Movie Review: Eat Pray Love

Eat Pray Love should have been titled Eat Pray Be Selfish.

I don’t know why I wanted to see this movie; maybe because I knew it wouldn’t be the typical two-hour chase scene shoot-em up.  I thought it had a good chance of being a thoughtful movie.

I didn’t expect it to be  a two hour tribute to narcissism. Somehow I hoped there would be more depth to the movie than the worn-out vacuous search for self, wrapped up in an existential faux spirituality.

Julia Robert’s character, Liz, decides she’s not happy in her marriage. Her husband hasn’t been unfaithful and seems to love her. They don’t fight, and if he’s guilty of anything it’s that he doesn’t worship her.

For the first time in her life, Liz prays for guidance and the next moment she’s decided she needs to get divorced.

She then jumps right into another relationship, which doesn’t last long before she’s off to Italy to find herself and learn from the Italians how to live and enjoy life.
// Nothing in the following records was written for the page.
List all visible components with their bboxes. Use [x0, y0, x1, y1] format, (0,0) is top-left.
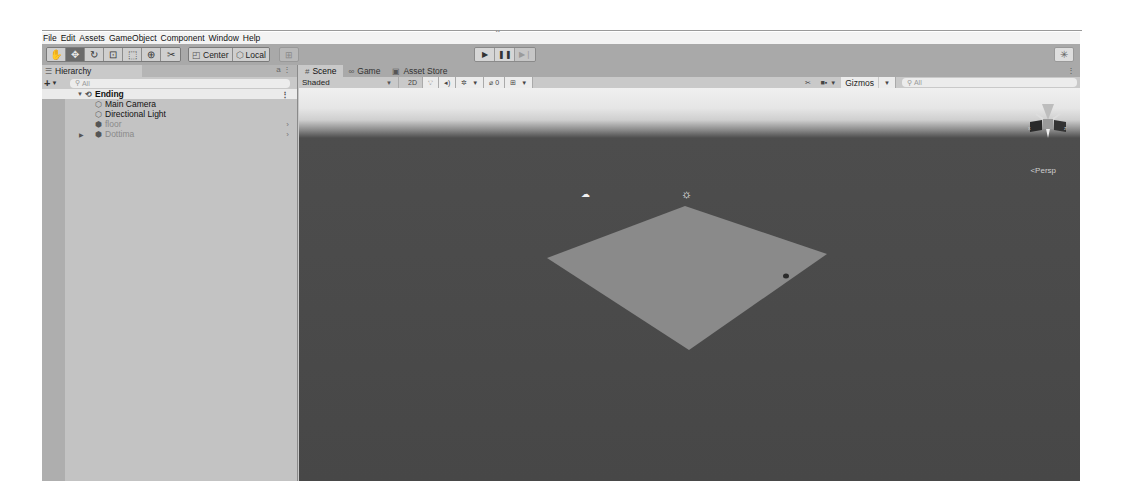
hidden-objects-toggle[interactable]: ⌀0 [484, 77, 505, 88]
menu-bar: File Edit Assets GameObject Component Wi… [42, 32, 1080, 44]
list-item-main-camera[interactable]: ⬡ Main Camera [42, 99, 297, 109]
scale-tool-button[interactable]: ⊡ [104, 48, 123, 61]
grid-hash-icon: # [305, 67, 309, 76]
gizmo-center-cube[interactable] [1043, 119, 1053, 129]
menu-gameobject[interactable]: GameObject [109, 33, 157, 43]
scene-search-input[interactable]: ⚲ All [902, 78, 1077, 87]
scene-kebab-icon[interactable]: ⋮ [1067, 66, 1075, 75]
tab-asset-store[interactable]: ▣ Asset Store [386, 65, 453, 77]
move-tool-button[interactable]: ✥ [66, 48, 85, 61]
pivot-rotation-button[interactable]: ⬡Local [233, 48, 269, 61]
search-icon: ⚲ [907, 79, 914, 87]
eye-slash-icon: ⌀ [489, 79, 493, 87]
list-item-directional-light[interactable]: ⬡ Directional Light [42, 109, 297, 119]
object-marker [783, 274, 789, 279]
hand-icon: ✋ [50, 49, 62, 60]
chevron-right-icon[interactable]: › [286, 130, 289, 139]
tab-label: Game [357, 66, 380, 76]
shading-mode-dropdown[interactable]: Shaded ▼ [299, 77, 399, 88]
hierarchy-search-input[interactable]: ⚲ All [70, 79, 290, 88]
transform-tool-button[interactable]: ⊕ [142, 48, 161, 61]
tab-scene[interactable]: # Scene [299, 65, 343, 77]
dropdown-caret-icon: ▼ [884, 80, 890, 86]
grid-snap-button[interactable]: ⊞ [279, 47, 299, 62]
local-cube-icon: ⬡ [236, 50, 244, 60]
step-icon: ▶❘ [519, 50, 532, 59]
chevron-right-icon[interactable]: › [286, 120, 289, 129]
expand-arrow-icon[interactable]: ▼ [77, 91, 85, 97]
pivot-mode-label: Center [203, 50, 229, 60]
scene-viewport[interactable]: ☁ ☼ x z <Persp [299, 88, 1080, 481]
menu-edit[interactable]: Edit [61, 33, 76, 43]
collab-button[interactable]: ✳ [1054, 47, 1074, 62]
pause-button[interactable]: ❚❚ [495, 48, 515, 61]
hierarchy-gutter [42, 89, 65, 481]
expand-arrow-icon[interactable]: ▶ [79, 131, 95, 138]
pivot-center-icon: ◰ [192, 50, 201, 60]
shading-mode-value: Shaded [302, 78, 330, 87]
gizmos-dropdown[interactable]: ▼ [879, 77, 896, 88]
list-item-floor[interactable]: ⬢ floor › [42, 119, 297, 129]
menu-help[interactable]: Help [243, 33, 260, 43]
lock-icon[interactable]: a [276, 65, 280, 74]
tab-hierarchy[interactable]: ☰ Hierarchy [42, 65, 142, 77]
menu-assets[interactable]: Assets [79, 33, 105, 43]
tab-label: Asset Store [403, 66, 447, 76]
list-icon: ☰ [45, 67, 52, 76]
scene-kebab-icon[interactable]: ⋮ [281, 90, 289, 99]
custom-tool-button[interactable]: ✂ [161, 48, 180, 61]
sparkle-icon: ✳ [1060, 49, 1068, 60]
list-item-dottima[interactable]: ▶ ⬢ Dottima › [42, 129, 297, 139]
screen-edge-line [42, 30, 1082, 31]
gizmos-button[interactable]: Gizmos [841, 77, 878, 88]
dropdown-caret-icon: ▼ [386, 80, 392, 86]
gameobject-cube-icon: ⬡ [95, 100, 102, 109]
tools-icon: ✂ [805, 79, 811, 87]
hierarchy-panel: ☰ Hierarchy a ⋮ +▼ ⚲ All ▼ ⟲ Ending ⋮ [42, 65, 298, 481]
scene-tabbar: # Scene ∞ Game ▣ Asset Store ⋮ [299, 65, 1080, 77]
effects-toggle[interactable]: ✲▼ [456, 77, 484, 88]
effects-icon: ✲ [461, 79, 467, 87]
projection-toggle[interactable]: <Persp [1030, 166, 1056, 175]
pivot-mode-button[interactable]: ◰Center [189, 48, 233, 61]
tools-toggle[interactable]: ✂ [800, 77, 816, 88]
light-gizmo-icon: ☼ [681, 187, 692, 201]
play-button[interactable]: ▶ [475, 48, 495, 61]
create-button[interactable]: +▼ [44, 77, 62, 89]
grid-snap-icon: ⊞ [285, 50, 293, 60]
playmode-controls: ▶ ❚❚ ▶❘ [474, 47, 536, 62]
scene-panel: # Scene ∞ Game ▣ Asset Store ⋮ Shaded ▼ … [299, 65, 1080, 481]
hierarchy-tab-actions: a ⋮ [276, 65, 291, 74]
prefab-icon: ⬢ [95, 130, 102, 139]
menu-component[interactable]: Component [161, 33, 205, 43]
menu-window[interactable]: Window [209, 33, 239, 43]
dropdown-caret-icon: ▼ [830, 80, 836, 86]
toggle-2d-button[interactable]: 2D [403, 77, 423, 88]
gameobject-cube-icon: ⬡ [95, 110, 102, 119]
kebab-menu-icon[interactable]: ⋮ [283, 65, 291, 74]
step-button[interactable]: ▶❘ [515, 48, 535, 61]
tools-icon: ✂ [167, 49, 175, 60]
rect-icon: ⬚ [128, 49, 137, 60]
scene-row-ending[interactable]: ▼ ⟲ Ending ⋮ [42, 89, 297, 99]
lightbulb-icon: 💡︎ [428, 79, 433, 87]
hierarchy-tab-label: Hierarchy [55, 66, 91, 76]
grid-toggle[interactable]: ⊞▼ [505, 77, 533, 88]
hierarchy-list: ▼ ⟲ Ending ⋮ ⬡ Main Camera ⬡ Directional… [42, 89, 297, 481]
hand-tool-button[interactable]: ✋ [47, 48, 66, 61]
main-toolbar: ✋ ✥ ↻ ⊡ ⬚ ⊕ ✂ ◰Center ⬡Local ⊞ ▶ ❚❚ ▶❘ ✳ [42, 44, 1080, 65]
x-axis-cone[interactable] [1030, 120, 1042, 132]
rect-tool-button[interactable]: ⬚ [123, 48, 142, 61]
y-axis-cone[interactable] [1042, 104, 1054, 120]
rotate-tool-button[interactable]: ↻ [85, 48, 104, 61]
lighting-toggle[interactable]: 💡︎ [423, 77, 439, 88]
audio-toggle[interactable]: ◂) [439, 77, 456, 88]
search-icon: ⚲ [75, 79, 82, 87]
pause-icon: ❚❚ [498, 50, 512, 59]
store-bag-icon: ▣ [392, 67, 400, 76]
plus-icon: + [44, 77, 50, 89]
orientation-gizmo[interactable]: x z [1028, 102, 1068, 146]
camera-dropdown[interactable]: ■▪▼ [816, 77, 842, 88]
tab-game[interactable]: ∞ Game [343, 65, 387, 77]
menu-file[interactable]: File [43, 33, 57, 43]
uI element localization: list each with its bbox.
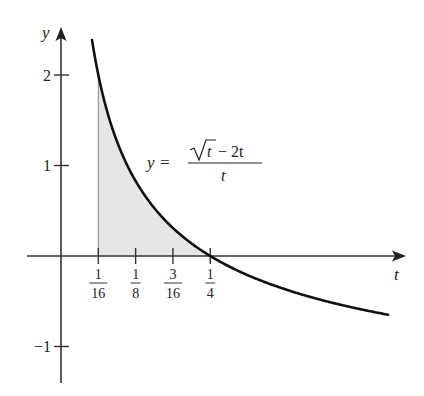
x-tick-numerator: 1: [132, 267, 139, 282]
equation-equals: =: [160, 153, 170, 172]
x-tick-denominator: 4: [207, 286, 214, 301]
equation-numerator-rest: − 2t: [218, 143, 244, 160]
sqrt-sign-icon: [190, 140, 216, 160]
equation-lhs: y: [145, 153, 155, 172]
x-tick-denominator: 16: [166, 286, 180, 301]
y-tick-label: −1: [34, 338, 51, 355]
x-tick-numerator: 1: [95, 267, 102, 282]
y-ticks: 21−1: [34, 67, 69, 356]
equation-label: y = t − 2t t: [145, 140, 262, 184]
x-tick-denominator: 16: [91, 286, 105, 301]
y-axis-label: y: [40, 23, 50, 42]
x-tick-denominator: 8: [132, 286, 139, 301]
chart: t y 1161831614 21−1 y = t − 2t t: [0, 0, 424, 396]
y-tick-label: 1: [43, 157, 51, 174]
equation-numerator-sqrt: t: [207, 143, 212, 160]
equation-denominator: t: [221, 167, 226, 184]
x-tick-numerator: 1: [207, 267, 214, 282]
x-tick-numerator: 3: [169, 267, 176, 282]
y-tick-label: 2: [43, 67, 51, 84]
x-axis-label: t: [394, 265, 400, 284]
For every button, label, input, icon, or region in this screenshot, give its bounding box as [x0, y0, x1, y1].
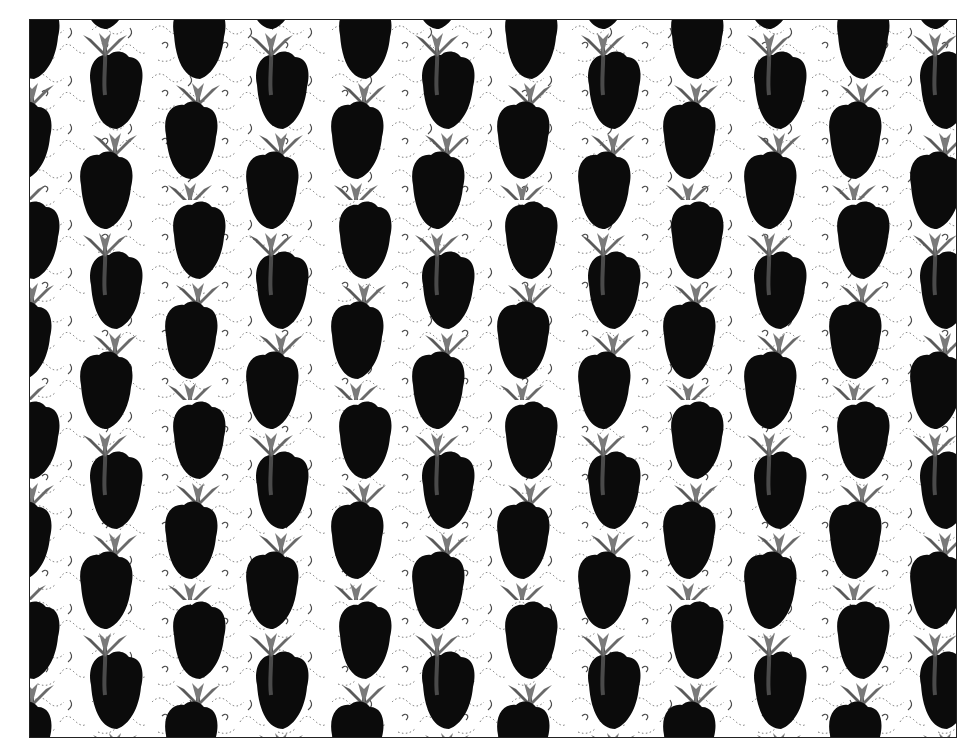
tulip-pattern [30, 20, 956, 737]
stereogram-image: Autostereogram-style repeating pattern o… [29, 19, 957, 738]
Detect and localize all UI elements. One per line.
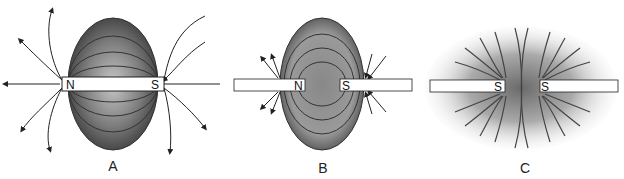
- pole-label: N: [294, 79, 303, 93]
- magnetic-field-diagram: N S N S: [0, 0, 624, 179]
- panel-b: N S: [234, 18, 412, 150]
- pole-label: S: [342, 79, 350, 93]
- pole-label: S: [494, 80, 502, 94]
- panel-a: N S: [5, 10, 220, 152]
- panel-a-caption: A: [108, 158, 117, 174]
- pole-label: S: [151, 78, 159, 92]
- panel-c: S S: [425, 26, 618, 150]
- pole-label: S: [541, 80, 549, 94]
- pole-label: N: [66, 78, 75, 92]
- panel-c-caption: C: [520, 160, 530, 176]
- panel-b-caption: B: [318, 160, 327, 176]
- diagram-canvas: N S N S: [0, 0, 624, 179]
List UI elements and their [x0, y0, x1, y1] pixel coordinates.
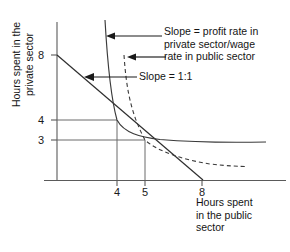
x-tick-label-4: 4: [114, 186, 120, 198]
arrowhead-dashed-curve: [127, 54, 136, 61]
x-tick-label-5: 5: [142, 186, 148, 198]
annotation-slope-one-to-one: Slope = 1:1: [139, 70, 229, 83]
economics-diagram-figure: 8 4 3 4 5 8 Hours spent in the private s…: [0, 0, 290, 252]
y-tick-label-4: 4: [38, 114, 44, 126]
y-axis-caption: Hours spent in the private sector: [10, 13, 35, 117]
arrowhead-solid-curve: [106, 33, 115, 40]
y-tick-label-3: 3: [38, 134, 44, 146]
x-axis-caption: Hours spent in the public sector: [196, 196, 288, 234]
y-tick-label-8: 8: [38, 49, 44, 61]
annotation-slope-profit-rate: Slope = profit rate in private sector/wa…: [164, 25, 290, 63]
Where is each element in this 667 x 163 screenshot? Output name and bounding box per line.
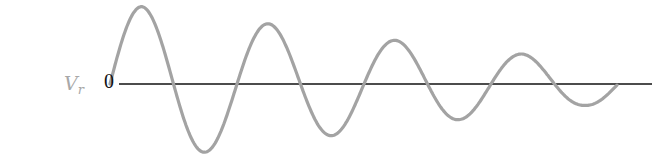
y-axis-label: Vr [64, 72, 84, 97]
chart-canvas [0, 0, 667, 163]
zero-tick-label: 0 [104, 70, 114, 93]
vr-curve [110, 7, 617, 153]
damped-oscillation-chart: Vr 0 [0, 0, 667, 163]
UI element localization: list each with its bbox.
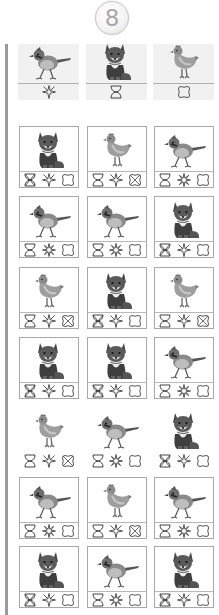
puzzle-card[interactable] [154, 546, 214, 608]
fox-icon [155, 547, 213, 590]
puzzle-card[interactable] [154, 337, 214, 399]
bird-icon [155, 127, 213, 170]
puzzle-card[interactable] [87, 407, 147, 469]
hourglass-icon [23, 243, 37, 257]
card-symbols [156, 243, 212, 257]
hen-icon [88, 478, 146, 521]
hen-icon [155, 268, 213, 311]
card-divider [20, 382, 78, 383]
bird-icon [155, 478, 213, 521]
puzzle-card[interactable] [19, 196, 79, 258]
puzzle-card[interactable] [154, 477, 214, 539]
flower-icon [128, 593, 142, 607]
flower-icon [61, 173, 75, 187]
flower-icon [196, 384, 210, 398]
fox-icon [88, 338, 146, 381]
star-icon [109, 314, 123, 328]
hourglass-icon [91, 173, 105, 187]
flower-icon [196, 173, 210, 187]
bird-icon [88, 547, 146, 590]
card-symbols [21, 454, 77, 468]
flower-crossed-icon [196, 314, 210, 328]
card-divider [88, 591, 146, 592]
card-symbols [89, 454, 145, 468]
card-symbols [89, 384, 145, 398]
puzzle-card[interactable] [19, 126, 79, 188]
card-symbols [21, 314, 77, 328]
flower-icon [61, 243, 75, 257]
card-symbols [156, 314, 212, 328]
page-number: 8 [105, 7, 120, 30]
card-divider [20, 452, 78, 453]
card-symbols [89, 173, 145, 187]
puzzle-card[interactable] [154, 407, 214, 469]
puzzle-card[interactable] [87, 477, 147, 539]
card-divider [88, 171, 146, 172]
puzzle-card[interactable] [154, 196, 214, 258]
star-icon [42, 593, 56, 607]
puzzle-card[interactable] [19, 477, 79, 539]
hourglass-icon [91, 454, 105, 468]
hourglass-icon [158, 314, 172, 328]
card-symbols [156, 524, 212, 538]
hourglass-crossed-icon [23, 593, 37, 607]
key-cell-fox [86, 44, 147, 100]
hourglass-icon [158, 384, 172, 398]
star-burst-icon [177, 524, 191, 538]
hourglass-icon [91, 524, 105, 538]
key-divider [153, 83, 214, 84]
star-icon [18, 85, 79, 99]
star-icon [177, 243, 191, 257]
puzzle-card[interactable] [87, 546, 147, 608]
bird-icon [88, 408, 146, 451]
puzzle-card[interactable] [87, 337, 147, 399]
card-divider [155, 171, 213, 172]
card-divider [88, 312, 146, 313]
puzzle-card[interactable] [19, 267, 79, 329]
card-divider [88, 452, 146, 453]
hen-icon [88, 127, 146, 170]
flower-icon [128, 384, 142, 398]
card-divider [20, 171, 78, 172]
puzzle-card[interactable] [19, 337, 79, 399]
card-divider [155, 522, 213, 523]
puzzle-card[interactable] [87, 196, 147, 258]
flower-icon [61, 384, 75, 398]
flower-icon [196, 454, 210, 468]
star-icon [177, 593, 191, 607]
star-burst-icon [177, 384, 191, 398]
star-icon [42, 314, 56, 328]
puzzle-card[interactable] [154, 126, 214, 188]
bird-icon [18, 44, 79, 82]
fox-icon [86, 44, 147, 82]
star-icon [42, 173, 56, 187]
card-symbols [21, 173, 77, 187]
star-burst-icon [177, 173, 191, 187]
key-cell-hen [153, 44, 214, 100]
flower-icon [196, 243, 210, 257]
hourglass-icon [91, 243, 105, 257]
left-margin-bar [5, 44, 8, 615]
puzzle-card[interactable] [19, 407, 79, 469]
fox-icon [155, 197, 213, 240]
flower-icon [128, 243, 142, 257]
hourglass-icon [158, 173, 172, 187]
star-icon [109, 384, 123, 398]
flower-icon [153, 85, 214, 99]
puzzle-card[interactable] [87, 267, 147, 329]
key-divider [86, 83, 147, 84]
hourglass-icon [86, 85, 147, 99]
key-cell-bird [18, 44, 79, 100]
flower-crossed-icon [61, 454, 75, 468]
fox-icon [20, 127, 78, 170]
symbol-key [18, 44, 214, 100]
puzzle-card[interactable] [154, 267, 214, 329]
card-symbols [89, 314, 145, 328]
star-burst-icon [109, 454, 123, 468]
star-icon [109, 173, 123, 187]
card-symbols [21, 524, 77, 538]
star-icon [109, 524, 123, 538]
puzzle-card[interactable] [87, 126, 147, 188]
puzzle-card[interactable] [19, 546, 79, 608]
card-symbols [156, 173, 212, 187]
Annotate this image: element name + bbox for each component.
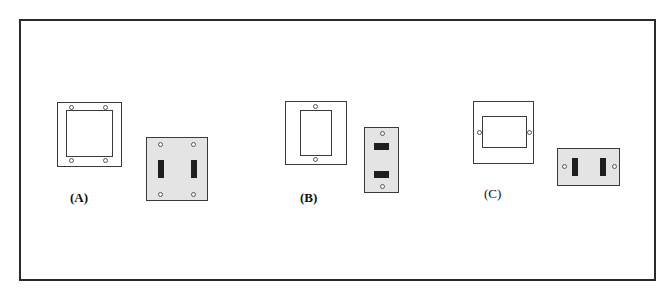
toggle-switch-icon: [191, 160, 197, 178]
cover-opening-b: [300, 110, 332, 156]
toggle-switch-icon: [572, 158, 578, 176]
cover-frame-b: [285, 101, 347, 165]
screw-icon: [69, 158, 74, 163]
screw-icon: [562, 164, 567, 169]
toggle-switch-icon: [374, 143, 389, 150]
switch-plate-a: [146, 137, 208, 201]
screw-icon: [103, 158, 108, 163]
screw-icon: [103, 105, 108, 110]
panel-label-c: (C): [484, 186, 501, 202]
screw-icon: [158, 142, 163, 147]
screw-icon: [191, 142, 196, 147]
screw-icon: [380, 131, 385, 136]
screw-icon: [191, 192, 196, 197]
screw-icon: [158, 192, 163, 197]
cover-opening-a: [66, 110, 113, 157]
toggle-switch-icon: [600, 158, 606, 176]
screw-icon: [477, 130, 482, 135]
screw-icon: [313, 104, 318, 109]
cover-opening-c: [482, 116, 527, 148]
screw-icon: [527, 130, 532, 135]
screw-icon: [380, 184, 385, 189]
switch-plate-b: [364, 127, 399, 193]
panel-label-b: (B): [300, 190, 317, 206]
cover-frame-c: [473, 101, 534, 164]
switch-plate-c: [557, 148, 620, 186]
toggle-switch-icon: [374, 171, 389, 178]
cover-frame-a: [57, 102, 122, 167]
panel-label-a: (A): [70, 190, 88, 206]
screw-icon: [313, 157, 318, 162]
screw-icon: [69, 105, 74, 110]
toggle-switch-icon: [158, 160, 164, 178]
screw-icon: [612, 164, 617, 169]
Next she goes to India to stay in an  ashram, where she and the others there chant and worship a picture of some Indian lady.  It’s never explained why they are worshipping the picture, and those of us who aren’t enlightened Hindus are left wondering. All I could think was, “Nice frame.”

Anyway, Liz begins to realize how selfish she’s been and how she’s hurt her husband by divorcing him, and just when we think she might see what the rest of us have been seeing for the last hour, Liz’s friend convinces Liz to forgive herself, which she is all too willing to do.

I wondered though, how could she forgive herself for allowing her selfishness to ruin another person’s life. I mean, doesn’t the fact that she needs forgiveness render her unworthy to give it? And besides that, Liz didn’t sin against herself but against her husband, whose forgiveness she never seeks in the movie. These thoughts never seem to impress themselves on our heroine, perhaps because she is too busy worshipping the picture of the Indian dame.

Well, twenty minutes later we find out how Liz was able to forgive herself. You see, Liz realizes “God dwells in me as me.”  Then I got it: because Liz is God she can forgive herself; but hold on, if Liz was God she would never have been so selfish as to walk out on her faithful husband? Maybe I was thinking too much. Maybe I should have just been chanting and looking at the picture of the Indian woman like everyone else.

Next, in Bali, Liz spends time with a toothless guru and discovers philanthropy. She gives money to a family to help them buy a house, but even that seemingly selfless act one feels Liz is doing for her own self-fullfillment. And I was wondering why she didn’t give the money to her guru so he could get his teeth fixed. This movie just didn’t add up for me.

I won’t tell you what happens next and how the movie ends because if you suffer through it to this point you deserve something for your effort.

Needless to say, I don’t really recommend this flick…unless of course you have an interest in Indian photography or Balian orthodonture. GS

2 thoughts on “Movie Review: Eat Pray Love”

  1. Sounds to me Liz is postmodern, she is her own god, what is true for her is the only reality she possess, while disregarding any moral obligations to her husband and herself. She attempt to find truth by trying many different things to achieve her own selfishness or satisfaction, while disregarding everyone else, which I see as a postmodernist… maybe director is trying to promote ‘postmodernism?’